Perhaps most alarmingly for Democrats, about 60% of the candidates said they had faced some form of harassment on the campaign trail. Thirty percent of the candidates who said they had faced harassment decided to stop campaigning by themselves as a result, and roughly 20% said they had installed home-security measures or called local law enforcement.

The poll’s findings on harassment “match with the reality on the ground,” said Feriozzi, who added that it underscores the need for progressive infrastructure to support them.

“A little goes a long way here,” she said. “There are over 81,000 school board races across the country, some of them could be won by five votes. And some of those races cost $1,000.”

“If we could take the billions of dollars we’re spending on federal races and just make a small shift in supporting down-ballot candidates and an infrastructure, we could make a massive difference,” she added.

The call for more support down the ballot from Democratic donors and organizations comes amid a broader reassessment of the party’s political ecosystem after Donald Trump’s presidential victory last year and a larger frustration that Republicans had made surprising inroads with some of Democrats’ core party constituencies.

That’s given Feriozzi and other like-minded officials an opening to argue that the party needs to rethink not just its message and candidates but the types of races that receive institutional support, including those that normally don’t draw national attention.

Those calls are growing especially urgent at the statehouse level, as the party starts to eye the congressional redistricting process in 2030 controlled by state legislatures and governors. Many party strategists think Democrats have bumbled the last two rounds of redistricting, after 2010 and 2020, in part because it didn’t win enough state legislative races.

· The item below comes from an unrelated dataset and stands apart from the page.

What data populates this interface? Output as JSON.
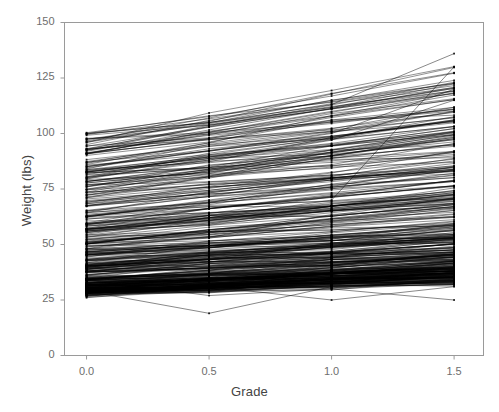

“For decades, Republicans have dominated in the states while Democrats have fumbled the ball with a failing federal-focused strategy,” said one Democratic strategist, who requested anonymity to speak candidly about party strategy. “Democrats’ failure to match the GOP’s war chest down-ballot has repeatedly cost us winnable races and sacrificed control of so many statehouses, as well as redistricting. If Democrats are serious about retaking and actually maintaining control of Congress, they need to focus on winning legislatures ahead of redistricting now.”

The Republican State Leadership Committee, which helps fund state GOP legislative candidates nationwide, has outraised its counterpart, the Democratic Legislative Campaign Committee, by more than $100 million over the last decade, according to a Democratic source tracking the fundraising. Already in 2025, the RSLC raised another $13 million in the first three months of the year.

Fundraising concerns run deep among many state House candidates, especially those running for office for the first time.

“Fundraising for a campaign like this was entirely new to me and the prospect of raising close to $1 million, which is what I ended up raising, was pretty intimidating,” said Hadley Haas, who last year ran for a Pennsylvania state House seat west of Pittsburgh. “I don’t have a Rolodex that runs deep with millionaires or people who are even used to giving to political campaigns.”

Haas, who lost her race by a single-digit margin last year, said all the time she spent raising campaign funds could have been used instead to talk to voters. And the fundraising challenges are only part of the issue for many candidates, including parents, who must balance the demands of an often all-consuming campaign with family responsibilities.

“It’s so daunting, when people start throwing the numbers at you, to even think about doing this,” she said. “The more support there is, the more mentorship that’s available for people, I think the more people will be able to step up and do this.”